At a bar called dEcORa in Covington, Kentucky, more than a dozen young Republicans gathered on a recent evening and described a deepening sense of buyer’s remorse with the president they helped elect in 2024. Their conversation, which stretched over beers and brightly colored cocktails beneath the bar’s spray-painted concrete pillars, revealed a generational fracture inside the GOP as the party edges toward a post-Trump future.

Nathaniel Showalter, a 34-year-old who voted for Trump, said he now finds himself counting the days until the president leaves office. “I absolutely do not regret voting for Trump in 2024,” Showalter said. “I can’t wait for him to get out of office.”

That sentiment echoed around the room. Logan Edge, 26, said Trump has allowed the Republican establishment he once vowed to dismantle to swallow him. “The Republican Party has a way of consuming their candidates,” Edge said. “Whether you’re a Trump, a Mike Pence, a Marco Rubio — it doesn’t matter. The party will swallow you.” He still plans to vote Republican but no longer feels any personal loyalty to Trump.

Several of the young voters singled out the U.S.-led war against Iran as the moment their disillusionment crystallized. Elijah Drysdale, 27, who served in the U.S. Army in Afghanistan, described the conflict as a betrayal of Trump’s anti-war promises. “That was the last straw,” Drysdale said. Henry Hecht, a 27-year-old who had been a vocal Trump supporter, said he was drawn to Trump’s 2016 slogan calling for an end to endless wars. “He got elected and it’s like he just forgot about that,” Hecht said.

The group also expressed anger over Trump’s decision to endorse former state Attorney General Daniel Cameron over Rep. Thomas Massie in Kentucky’s Senate primary. Massie, a libertarian-leaning conservative popular with younger voters, lost the primary on May 20. John Wardrop, 33, said Trump’s intervention cost him a supporter. “The way he did Massie, the way he did Gaetz, the way he did Bob Good — it’s a pattern,” Wardrop said. “He’s getting rid of the people who actually have principles.”

Michael Gartman, 34, said he wishes Vice President JD Vance, former presidential candidate Robert F. Kennedy Jr., and conservative activist Charlie Kirk were not tethered to the Trump White House because he believes their ideas could outlast Trump’s brand. “Trump has done a lot of good for the conservative movement,” Gartman said. “But I have no idea who’s going to replace him.”

The frustration inside dEcORa contrasted with the views of older Republicans in the area. Ed Gallrein, a 72-year-old retired insurance salesman and former county GOP chair, said he remains “highly” supportive of Trump. “I don’t have the same concerns that some of our younger members have,” Gallrein said. He expressed hope that the next Republican presidential nominee would be Vance or Florida Gov. Ron DeSantis but was not ready to move on from Trump.

Andrew Cooperrider, 37, who also voted for Trump, said he doubts the GOP can win again without the president’s coalition but worries the party is not building a bench. “He’s made the Republican Party into what he wants,” Cooperrider said. “But when that’s gone, what do you have?”

The Covington conversation unfolded against a backdrop of broader signs of eroding support for Trump among young and Hispanic voters, as polls have shown. The young Republicans in the room made clear they are not leaving the party. But their patience with its current leader has worn thin, and the search for what comes next has already begun.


Assigned task
Check each line of the entries below for the word "Aspergillus", then state how many lines have it and nothing more.

Given records

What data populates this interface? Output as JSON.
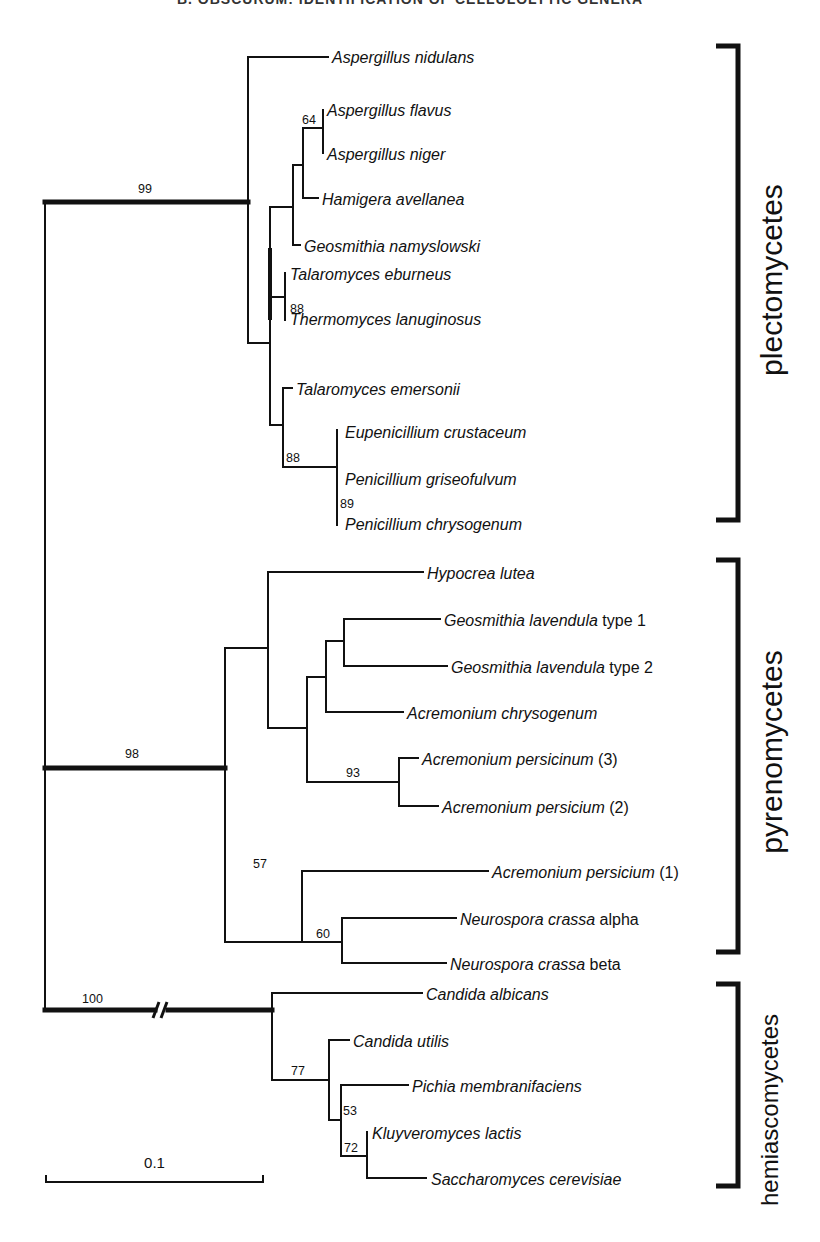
{
  "header": {
    "text": "B. OBSCURUM: IDENTIFICATION OF CELLULOLYTIC GENERA"
  },
  "tree": {
    "stroke_color": "#111111",
    "thin_width": 2,
    "thick_width": 5,
    "branches": [
      {
        "x1": 45,
        "y1": 202,
        "x2": 45,
        "y2": 1010,
        "w": 2
      },
      {
        "x1": 45,
        "y1": 202,
        "x2": 248,
        "y2": 202,
        "w": 5
      },
      {
        "x1": 45,
        "y1": 768,
        "x2": 225,
        "y2": 768,
        "w": 5
      },
      {
        "x1": 45,
        "y1": 1010,
        "x2": 155,
        "y2": 1010,
        "w": 5
      },
      {
        "x1": 168,
        "y1": 1010,
        "x2": 272,
        "y2": 1010,
        "w": 5
      },
      {
        "x1": 248,
        "y1": 57,
        "x2": 248,
        "y2": 343,
        "w": 2
      },
      {
        "x1": 248,
        "y1": 57,
        "x2": 328,
        "y2": 57,
        "w": 2
      },
      {
        "x1": 248,
        "y1": 343,
        "x2": 270,
        "y2": 343,
        "w": 2
      },
      {
        "x1": 270,
        "y1": 207,
        "x2": 270,
        "y2": 425,
        "w": 2
      },
      {
        "x1": 270,
        "y1": 250,
        "x2": 270,
        "y2": 318,
        "w": 4
      },
      {
        "x1": 270,
        "y1": 207,
        "x2": 293,
        "y2": 207,
        "w": 2
      },
      {
        "x1": 293,
        "y1": 165,
        "x2": 293,
        "y2": 245,
        "w": 2
      },
      {
        "x1": 293,
        "y1": 245,
        "x2": 300,
        "y2": 245,
        "w": 2
      },
      {
        "x1": 293,
        "y1": 165,
        "x2": 303,
        "y2": 165,
        "w": 2
      },
      {
        "x1": 303,
        "y1": 128,
        "x2": 303,
        "y2": 198,
        "w": 2
      },
      {
        "x1": 303,
        "y1": 198,
        "x2": 318,
        "y2": 198,
        "w": 2
      },
      {
        "x1": 303,
        "y1": 128,
        "x2": 323,
        "y2": 128,
        "w": 2
      },
      {
        "x1": 323,
        "y1": 110,
        "x2": 323,
        "y2": 153,
        "w": 2
      },
      {
        "x1": 270,
        "y1": 297,
        "x2": 285,
        "y2": 297,
        "w": 2
      },
      {
        "x1": 285,
        "y1": 273,
        "x2": 285,
        "y2": 320,
        "w": 2
      },
      {
        "x1": 270,
        "y1": 425,
        "x2": 283,
        "y2": 425,
        "w": 2
      },
      {
        "x1": 283,
        "y1": 388,
        "x2": 283,
        "y2": 467,
        "w": 2
      },
      {
        "x1": 283,
        "y1": 388,
        "x2": 292,
        "y2": 388,
        "w": 2
      },
      {
        "x1": 283,
        "y1": 467,
        "x2": 337,
        "y2": 467,
        "w": 2
      },
      {
        "x1": 337,
        "y1": 430,
        "x2": 337,
        "y2": 525,
        "w": 2
      },
      {
        "x1": 225,
        "y1": 648,
        "x2": 225,
        "y2": 942,
        "w": 2
      },
      {
        "x1": 225,
        "y1": 648,
        "x2": 268,
        "y2": 648,
        "w": 2
      },
      {
        "x1": 268,
        "y1": 572,
        "x2": 268,
        "y2": 728,
        "w": 2
      },
      {
        "x1": 268,
        "y1": 572,
        "x2": 423,
        "y2": 572,
        "w": 2
      },
      {
        "x1": 268,
        "y1": 728,
        "x2": 307,
        "y2": 728,
        "w": 2
      },
      {
        "x1": 307,
        "y1": 677,
        "x2": 307,
        "y2": 782,
        "w": 2
      },
      {
        "x1": 307,
        "y1": 677,
        "x2": 326,
        "y2": 677,
        "w": 2
      },
      {
        "x1": 326,
        "y1": 641,
        "x2": 326,
        "y2": 712,
        "w": 2
      },
      {
        "x1": 326,
        "y1": 712,
        "x2": 403,
        "y2": 712,
        "w": 2
      },
      {
        "x1": 326,
        "y1": 641,
        "x2": 344,
        "y2": 641,
        "w": 2
      },
      {
        "x1": 344,
        "y1": 619,
        "x2": 344,
        "y2": 666,
        "w": 2
      },
      {
        "x1": 344,
        "y1": 619,
        "x2": 440,
        "y2": 619,
        "w": 2
      },
      {
        "x1": 344,
        "y1": 666,
        "x2": 447,
        "y2": 666,
        "w": 2
      },
      {
        "x1": 307,
        "y1": 782,
        "x2": 399,
        "y2": 782,
        "w": 2
      },
      {
        "x1": 399,
        "y1": 758,
        "x2": 399,
        "y2": 806,
        "w": 2
      },
      {
        "x1": 399,
        "y1": 758,
        "x2": 418,
        "y2": 758,
        "w": 2
      },
      {
        "x1": 399,
        "y1": 806,
        "x2": 438,
        "y2": 806,
        "w": 2
      },
      {
        "x1": 225,
        "y1": 942,
        "x2": 302,
        "y2": 942,
        "w": 2
      },
      {
        "x1": 302,
        "y1": 871,
        "x2": 302,
        "y2": 942,
        "w": 2
      },
      {
        "x1": 302,
        "y1": 871,
        "x2": 488,
        "y2": 871,
        "w": 2
      },
      {
        "x1": 302,
        "y1": 942,
        "x2": 342,
        "y2": 942,
        "w": 2
      },
      {
        "x1": 342,
        "y1": 918,
        "x2": 342,
        "y2": 963,
        "w": 2
      },
      {
        "x1": 342,
        "y1": 918,
        "x2": 456,
        "y2": 918,
        "w": 2
      },
      {
        "x1": 342,
        "y1": 963,
        "x2": 446,
        "y2": 963,
        "w": 2
      },
      {
        "x1": 272,
        "y1": 993,
        "x2": 272,
        "y2": 1080,
        "w": 2
      },
      {
        "x1": 272,
        "y1": 993,
        "x2": 422,
        "y2": 993,
        "w": 2
      },
      {
        "x1": 272,
        "y1": 1080,
        "x2": 329,
        "y2": 1080,
        "w": 2
      },
      {
        "x1": 329,
        "y1": 1040,
        "x2": 329,
        "y2": 1120,
        "w": 2
      },
      {
        "x1": 329,
        "y1": 1040,
        "x2": 349,
        "y2": 1040,
        "w": 2
      },
      {
        "x1": 329,
        "y1": 1120,
        "x2": 341,
        "y2": 1120,
        "w": 2
      },
      {
        "x1": 341,
        "y1": 1085,
        "x2": 341,
        "y2": 1156,
        "w": 2
      },
      {
        "x1": 341,
        "y1": 1085,
        "x2": 408,
        "y2": 1085,
        "w": 2
      },
      {
        "x1": 341,
        "y1": 1156,
        "x2": 367,
        "y2": 1156,
        "w": 2
      },
      {
        "x1": 367,
        "y1": 1132,
        "x2": 367,
        "y2": 1178,
        "w": 2
      },
      {
        "x1": 367,
        "y1": 1178,
        "x2": 426,
        "y2": 1178,
        "w": 2
      }
    ],
    "break_mark": {
      "x": 160,
      "y": 1010,
      "label": "//"
    },
    "tips": [
      {
        "x": 332,
        "y": 63,
        "italic": "Aspergillus nidulans",
        "plain": ""
      },
      {
        "x": 327,
        "y": 116,
        "italic": "Aspergillus flavus",
        "plain": ""
      },
      {
        "x": 327,
        "y": 160,
        "italic": "Aspergillus niger",
        "plain": ""
      },
      {
        "x": 322,
        "y": 205,
        "italic": "Hamigera avellanea",
        "plain": ""
      },
      {
        "x": 304,
        "y": 252,
        "italic": "Geosmithia namyslowski",
        "plain": ""
      },
      {
        "x": 290,
        "y": 280,
        "italic": "Talaromyces eburneus",
        "plain": ""
      },
      {
        "x": 290,
        "y": 325,
        "italic": "Thermomyces lanuginosus",
        "plain": ""
      },
      {
        "x": 296,
        "y": 395,
        "italic": "Talaromyces emersonii",
        "plain": ""
      },
      {
        "x": 345,
        "y": 438,
        "italic": "Eupenicillium crustaceum",
        "plain": ""
      },
      {
        "x": 345,
        "y": 485,
        "italic": "Penicillium griseofulvum",
        "plain": ""
      },
      {
        "x": 345,
        "y": 530,
        "italic": "Penicillium chrysogenum",
        "plain": ""
      },
      {
        "x": 427,
        "y": 579,
        "italic": "Hypocrea lutea",
        "plain": ""
      },
      {
        "x": 444,
        "y": 626,
        "italic": "Geosmithia lavendula",
        "plain": " type 1"
      },
      {
        "x": 451,
        "y": 673,
        "italic": "Geosmithia lavendula",
        "plain": " type 2"
      },
      {
        "x": 407,
        "y": 719,
        "italic": "Acremonium chrysogenum",
        "plain": ""
      },
      {
        "x": 422,
        "y": 765,
        "italic": "Acremonium persicinum",
        "plain": " (3)"
      },
      {
        "x": 442,
        "y": 813,
        "italic": "Acremonium persicium",
        "plain": " (2)"
      },
      {
        "x": 492,
        "y": 878,
        "italic": "Acremonium persicium",
        "plain": " (1)"
      },
      {
        "x": 460,
        "y": 925,
        "italic": "Neurospora crassa",
        "plain": " alpha"
      },
      {
        "x": 450,
        "y": 970,
        "italic": "Neurospora crassa",
        "plain": " beta"
      },
      {
        "x": 426,
        "y": 1000,
        "italic": "Candida albicans",
        "plain": ""
      },
      {
        "x": 353,
        "y": 1047,
        "italic": "Candida utilis",
        "plain": ""
      },
      {
        "x": 412,
        "y": 1092,
        "italic": "Pichia membranifaciens",
        "plain": ""
      },
      {
        "x": 372,
        "y": 1139,
        "italic": "Kluyveromyces lactis",
        "plain": ""
      },
      {
        "x": 431,
        "y": 1185,
        "italic": "Saccharomyces cerevisiae",
        "plain": ""
      }
    ],
    "supports": [
      {
        "x": 138,
        "y": 193,
        "text": "99"
      },
      {
        "x": 302,
        "y": 124,
        "text": "64"
      },
      {
        "x": 290,
        "y": 313,
        "text": "88"
      },
      {
        "x": 286,
        "y": 462,
        "text": "88"
      },
      {
        "x": 340,
        "y": 508,
        "text": "89"
      },
      {
        "x": 125,
        "y": 758,
        "text": "98"
      },
      {
        "x": 346,
        "y": 777,
        "text": "93"
      },
      {
        "x": 253,
        "y": 868,
        "text": "57"
      },
      {
        "x": 316,
        "y": 938,
        "text": "60"
      },
      {
        "x": 82,
        "y": 1003,
        "text": "100"
      },
      {
        "x": 291,
        "y": 1075,
        "text": "77"
      },
      {
        "x": 343,
        "y": 1115,
        "text": "53"
      },
      {
        "x": 344,
        "y": 1152,
        "text": "72"
      }
    ]
  },
  "groups": [
    {
      "name": "plectomycetes",
      "top": 46,
      "bottom": 520,
      "label_y": 280,
      "size": "large"
    },
    {
      "name": "pyrenomycetes",
      "top": 560,
      "bottom": 952,
      "label_y": 752,
      "size": "large"
    },
    {
      "name": "hemiascomycetes",
      "top": 984,
      "bottom": 1186,
      "label_y": 1110,
      "size": "small"
    }
  ],
  "scale_bar": {
    "x1": 46,
    "x2": 263,
    "y": 1182,
    "label": "0.1"
  }
}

Answer to this task
3